Amiram Yehudai received his B.Sc. in Electrical Engineering from the Technion, Israel Institute of Technology in Haifa in 1973, and his M.Sc. and Ph.D. in Computer Science from the University of California, Berkeley in 1974 and 1977, respectively.  In 1977 he joined the Academic Faculty of the Department of Computer Science, Tel Aviv University, and he is now an Emeritus Professor.  He served as the Chair of the Blavatnik School of Computer Sciences from 2008 to 2011, and was chairman of the CS Department (when it was still part of the School of Mathematical Sciences) from 1982 to 1983, from 1985 to 1987, and from 1992 to 1994.  From 2000 until 2003, Professor Yehudai was Vice President for Academic Affairs and Head of the Computer Science Program in the Academic College of Tel Aviv Yaffo.

Professor Yehudai held visiting positions in the University of California at Berkeley and at Los Angeles, in the University of Maryland, in GMD, Germany, and in the US Naval Postgraduate School. His main research areas are Software Engineering and Programming Languages.  He published over 80 articles in Journals and Conferences. He co-authored work on Parallelizing Pascal compiler that received an Honorable Mention in the 1990 IEEE Computer Society Gordon Bell prize. He also co-authored a paper that was voted the ASE 2011 Most Influential paper, selected from papers that appeared in the KBSE/ASE conferences in the years 1995-97. In addition, a paper on unit test and mock aspect generation tool, that he co-authored received best paper award in HVC 2007. His work has been funded by grants from the Israel Science Foundation, the German-Israel Fund, the Israeli Ministry of Science, the Israeli Ministry of Defense, IBM and Microsoft. He  has supervised more than a dozen PhD students, and more than 60 MSc students, and was awarded Rector's citation for Teaching excellence for the year 2007/08, Tel Aviv University.

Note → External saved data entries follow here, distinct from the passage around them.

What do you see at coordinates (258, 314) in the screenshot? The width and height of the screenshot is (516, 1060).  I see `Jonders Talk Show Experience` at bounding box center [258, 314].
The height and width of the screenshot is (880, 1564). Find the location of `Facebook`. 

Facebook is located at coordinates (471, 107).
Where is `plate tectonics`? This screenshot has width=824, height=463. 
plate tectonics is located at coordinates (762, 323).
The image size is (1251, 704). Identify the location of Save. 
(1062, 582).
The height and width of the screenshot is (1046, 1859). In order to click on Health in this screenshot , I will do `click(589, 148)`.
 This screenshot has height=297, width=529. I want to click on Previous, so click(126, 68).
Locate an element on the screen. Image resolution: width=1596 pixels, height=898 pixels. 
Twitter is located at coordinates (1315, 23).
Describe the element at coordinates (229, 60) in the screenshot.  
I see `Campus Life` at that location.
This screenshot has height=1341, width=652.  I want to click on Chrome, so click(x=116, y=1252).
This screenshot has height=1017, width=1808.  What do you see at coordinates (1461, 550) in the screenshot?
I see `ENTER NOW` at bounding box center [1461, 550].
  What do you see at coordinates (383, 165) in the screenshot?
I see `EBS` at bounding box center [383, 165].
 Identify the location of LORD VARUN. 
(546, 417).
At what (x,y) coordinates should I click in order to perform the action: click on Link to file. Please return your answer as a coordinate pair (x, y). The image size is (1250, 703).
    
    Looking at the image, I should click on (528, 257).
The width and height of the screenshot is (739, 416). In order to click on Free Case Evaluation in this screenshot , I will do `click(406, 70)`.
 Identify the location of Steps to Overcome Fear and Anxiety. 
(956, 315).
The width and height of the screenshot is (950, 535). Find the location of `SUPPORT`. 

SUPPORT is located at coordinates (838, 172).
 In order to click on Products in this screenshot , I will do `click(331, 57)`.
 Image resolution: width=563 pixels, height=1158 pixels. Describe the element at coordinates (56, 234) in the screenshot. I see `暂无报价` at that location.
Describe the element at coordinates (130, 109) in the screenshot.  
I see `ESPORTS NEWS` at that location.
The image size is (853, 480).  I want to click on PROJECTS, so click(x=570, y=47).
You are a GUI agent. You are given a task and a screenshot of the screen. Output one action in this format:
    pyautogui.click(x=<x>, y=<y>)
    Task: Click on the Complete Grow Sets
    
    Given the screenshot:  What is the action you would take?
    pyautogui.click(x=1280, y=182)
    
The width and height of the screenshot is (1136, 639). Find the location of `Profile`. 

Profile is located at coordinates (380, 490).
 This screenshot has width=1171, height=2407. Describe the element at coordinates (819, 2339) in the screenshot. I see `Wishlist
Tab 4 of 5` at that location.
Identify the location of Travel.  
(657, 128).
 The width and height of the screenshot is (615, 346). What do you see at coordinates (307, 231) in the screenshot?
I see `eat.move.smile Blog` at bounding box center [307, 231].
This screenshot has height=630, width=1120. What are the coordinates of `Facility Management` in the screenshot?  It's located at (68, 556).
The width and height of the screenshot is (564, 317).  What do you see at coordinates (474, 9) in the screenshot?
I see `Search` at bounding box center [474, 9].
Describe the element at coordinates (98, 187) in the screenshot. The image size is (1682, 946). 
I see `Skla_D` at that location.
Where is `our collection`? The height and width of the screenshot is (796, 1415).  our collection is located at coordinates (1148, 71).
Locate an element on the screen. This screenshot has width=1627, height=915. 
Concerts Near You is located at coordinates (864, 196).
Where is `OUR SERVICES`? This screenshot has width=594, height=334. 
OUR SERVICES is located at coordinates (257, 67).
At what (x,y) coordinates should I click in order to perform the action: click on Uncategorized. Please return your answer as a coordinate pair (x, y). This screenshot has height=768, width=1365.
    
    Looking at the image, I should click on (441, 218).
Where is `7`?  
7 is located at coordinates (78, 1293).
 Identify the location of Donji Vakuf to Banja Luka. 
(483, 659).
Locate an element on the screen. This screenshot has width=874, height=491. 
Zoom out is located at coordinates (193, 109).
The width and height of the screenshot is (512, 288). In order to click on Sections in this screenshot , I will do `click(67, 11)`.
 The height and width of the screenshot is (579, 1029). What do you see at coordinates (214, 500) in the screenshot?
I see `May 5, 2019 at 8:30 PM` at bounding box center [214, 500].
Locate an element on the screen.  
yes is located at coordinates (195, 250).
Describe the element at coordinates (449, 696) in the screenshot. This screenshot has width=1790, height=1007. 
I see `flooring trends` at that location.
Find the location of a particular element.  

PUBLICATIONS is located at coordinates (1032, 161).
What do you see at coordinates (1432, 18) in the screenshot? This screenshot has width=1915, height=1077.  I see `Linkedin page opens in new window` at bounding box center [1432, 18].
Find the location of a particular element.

Professor Yehudai served as the chairman of the Israeli Education Ministry's Committee on Computer Science Education between 1990 and 1999, and led the development of a new CS program, considered to be one of the leading CS high school curricula in the world. He was a member of the National Committee for Information Technology and Infrastructure, a member of the subcommittee on Computing of the Council for Higher Education(CHE)'s Planning and Budgeting Committee(PBC),  and a member of the CHE's Computer Science Quality Evaluation committee.

Over the years, Professor Yehudai consulted for many organizations, including Trivnet, Algorithmic Research, Mercury Interactive, Ampal, Aitech Software Engineering, National Semiconductors Israel, Open University, M.G. Electronics Israel. He served on the board of Sela group from 2000 to 2006, and was member of the advisory board of Foretellix co.